My body was a battleground for many years.
A beast to be tamed. Something to be punished and shamed when it didn’t look the way I had been taught to think it should, when I couldn’t successfully tame the hunger and compulsion. Something to apologize for, to be overcome.
After my mom died when I was 19, I went on an intentional weight-loss journey, and I praised widely for it. It made me feel victorious and powerful and in control. I had done it the “healthy” way, too, or so I thought. So when I quickly gained back triple (then quadruple, then quintuple) what I had lost, I felt like a failure. I was deeply, deeply ashamed.
Being in my body felt like torture. I spent hours a day thinking about food, trying to control myself into compliance with what I thought I was supposed to be eating. I wanted to curl up and wither away every time I binged.
Somedays, the weight I had gained felt like something I couldn't imagine bearing any longer.
As a kid, I had spent hours a day moving my body just because it was fun. But after high school, exercise had become a “should”. A punishment for eating more than MyFitnessPal told me I should. My body resisted it more and more, until it began to feel impossible to get myself to go do anything active. Another example of my failed willpower, I thought.
I tried nearly everything to lose weight again. Nothing worked. I was desperate - surely something was wrong with me if I couldn’t make myself lose weight? I began to feel like a failure. I began to think of myself as a lazy, immoral person. I began daydreaming about being able to afford the most extreme methods of “fixing” this “problem”, like weight loss surgery. I knew I wasn't technically in the range that doctors started recommended it, but I couldn't imagine how else I could stop spinning out of control. I still spent hours a day thinking about food.
I was endlessly knowledgeable about food, nutrition, exercise, and weight... and yet, I eventually got to a point where I couldn't even do the whole "healthy lifestyle change" (read: diet) for more than 3 meals without binging for days or weeks after.
I fought my body every single step of the way. And yet, each step felt harder than the last. I became more and more mentally, emotionally, and physically exhausted. It became almost impossible for me to do anything but binge, to get myself to move my body beyond what was required for whatever I had to do that day.
Failure. Lazy. No willpower. Not working hard enough. These thoughts spun around in my head daily, and rooted themselves into my being, colored everything I did.
But what I saw as a failure of willpower at the time, I've come to find, was actually my beautiful, resilient body protecting me from the harm I was unknowingly trying to cause.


:: Activity ::
Only the total should be returned: the number of lines in the data that hold the string "panel".

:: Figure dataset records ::

● ● ● ● ● ● ●

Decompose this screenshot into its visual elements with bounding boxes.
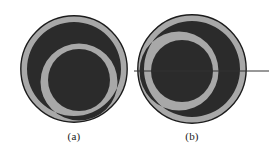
panel-a-inner-disc [48,49,110,111]
panel-b [134,15,269,123]
figure-diagram [0,0,269,158]
figure-container: (a) (b) [0,0,269,158]
panel-a-caption: (a) [54,130,94,142]
panel-a [21,16,127,122]
panel-b-caption: (b) [172,130,212,142]
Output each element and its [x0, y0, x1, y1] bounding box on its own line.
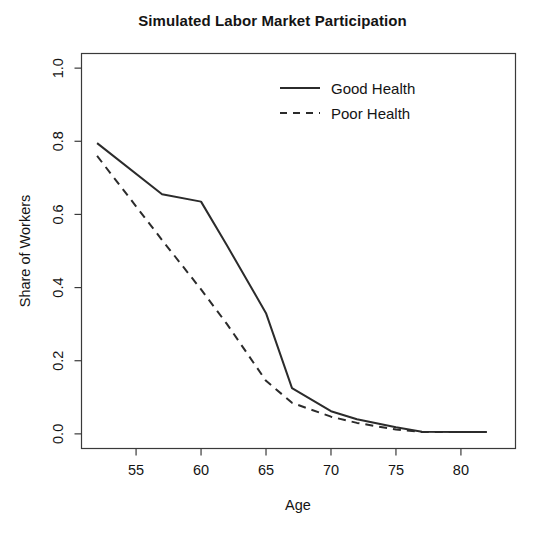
- y-axis-title: Share of Workers: [17, 195, 33, 308]
- y-tick-label: 0.8: [50, 131, 66, 151]
- y-tick-label: 0.0: [50, 424, 66, 444]
- series-line-poor-health: [97, 156, 487, 432]
- y-tick-label: 1.0: [50, 58, 66, 78]
- axes: 0.00.20.40.60.81.0 556065707580: [50, 54, 516, 478]
- y-tick-label: 0.2: [50, 351, 66, 371]
- x-tick-label: 55: [128, 462, 144, 478]
- chart-figure: Simulated Labor Market Participation 0.0…: [0, 0, 545, 547]
- y-tick-label: 0.6: [50, 204, 66, 224]
- y-tick-label: 0.4: [50, 277, 66, 297]
- x-tick-label: 60: [193, 462, 209, 478]
- series-line-good-health: [97, 143, 487, 432]
- x-tick-label: 70: [323, 462, 339, 478]
- x-axis-ticks: [136, 449, 461, 456]
- x-axis-title: Age: [285, 497, 311, 513]
- plot-area: 0.00.20.40.60.81.0 556065707580 Good Hea…: [0, 0, 545, 547]
- x-axis-tick-labels: 556065707580: [128, 462, 469, 478]
- legend-label-poor-health: Poor Health: [331, 105, 410, 122]
- x-tick-label: 80: [453, 462, 469, 478]
- x-tick-label: 65: [258, 462, 274, 478]
- x-tick-label: 75: [388, 462, 404, 478]
- legend-label-good-health: Good Health: [331, 80, 415, 97]
- data-series: [97, 143, 487, 432]
- y-axis-ticks: [75, 68, 82, 434]
- y-axis-tick-labels: 0.00.20.40.60.81.0: [50, 58, 66, 444]
- chart-legend: Good HealthPoor Health: [280, 80, 415, 122]
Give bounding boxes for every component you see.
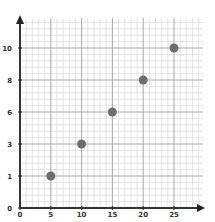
y-tick-label: 8 xyxy=(7,77,12,85)
data-point xyxy=(108,108,117,117)
x-tick-label: 5 xyxy=(48,211,53,219)
data-point xyxy=(77,140,86,149)
x-tick-label: 10 xyxy=(77,211,87,219)
data-point xyxy=(139,76,148,85)
data-point xyxy=(170,44,179,53)
y-axis-arrow-icon xyxy=(16,15,24,24)
scatter-chart: 0510152025 0136810 xyxy=(0,0,215,222)
y-tick-label: 10 xyxy=(2,45,12,53)
x-axis-arrow-icon xyxy=(197,204,205,212)
x-tick-label: 20 xyxy=(138,211,148,219)
x-tick-label: 0 xyxy=(18,211,23,219)
x-tick-label: 25 xyxy=(169,211,179,219)
y-tick-label: 0 xyxy=(7,205,12,213)
x-tick-label: 15 xyxy=(108,211,118,219)
data-point xyxy=(46,172,55,181)
y-tick-label: 6 xyxy=(7,109,12,117)
y-tick-label: 1 xyxy=(7,173,12,181)
y-tick-label: 3 xyxy=(7,141,12,149)
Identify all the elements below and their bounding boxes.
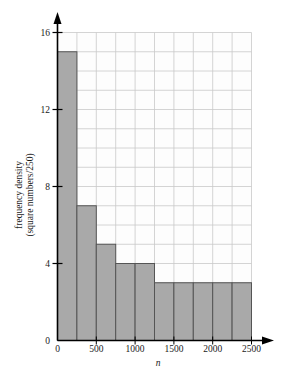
x-tick-label: 500	[89, 344, 103, 354]
histogram-bar	[96, 244, 115, 340]
histogram-bar	[116, 264, 135, 341]
x-axis-label-text: n	[156, 358, 161, 368]
x-tick-label: 1000	[126, 344, 145, 354]
y-axis-label: frequency density (square numbers/250)	[8, 120, 42, 270]
histogram-bar	[193, 283, 212, 341]
y-axis-label-line2: (square numbers/250)	[25, 153, 36, 236]
x-axis-label: n	[0, 358, 281, 368]
histogram-bar	[213, 283, 232, 341]
x-axis-arrow-icon	[262, 337, 274, 345]
histogram-bar	[58, 52, 77, 341]
x-tick-label: 2500	[242, 344, 261, 354]
histogram-bar	[135, 264, 154, 341]
y-tick-label: 4	[28, 259, 50, 269]
histogram-bar	[77, 206, 96, 341]
y-tick-label: 12	[28, 105, 50, 115]
y-tick-label: 16	[28, 28, 50, 38]
x-tick-label: 2000	[203, 344, 222, 354]
y-axis-arrow-icon	[54, 12, 62, 24]
x-tick-label: 1500	[164, 344, 183, 354]
histogram-bar	[155, 283, 174, 341]
y-tick-label: 8	[28, 182, 50, 192]
histogram-bar	[174, 283, 193, 341]
histogram-figure: frequency density (square numbers/250) n…	[0, 0, 281, 378]
x-tick-label: 0	[55, 344, 60, 354]
y-tick-label: 0	[28, 336, 50, 346]
histogram-bar	[232, 283, 251, 341]
y-axis-label-line1: frequency density	[14, 153, 25, 236]
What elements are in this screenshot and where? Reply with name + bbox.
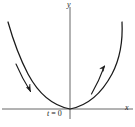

● ● ● ● ● ● ●

:: Answer to this problem ::
5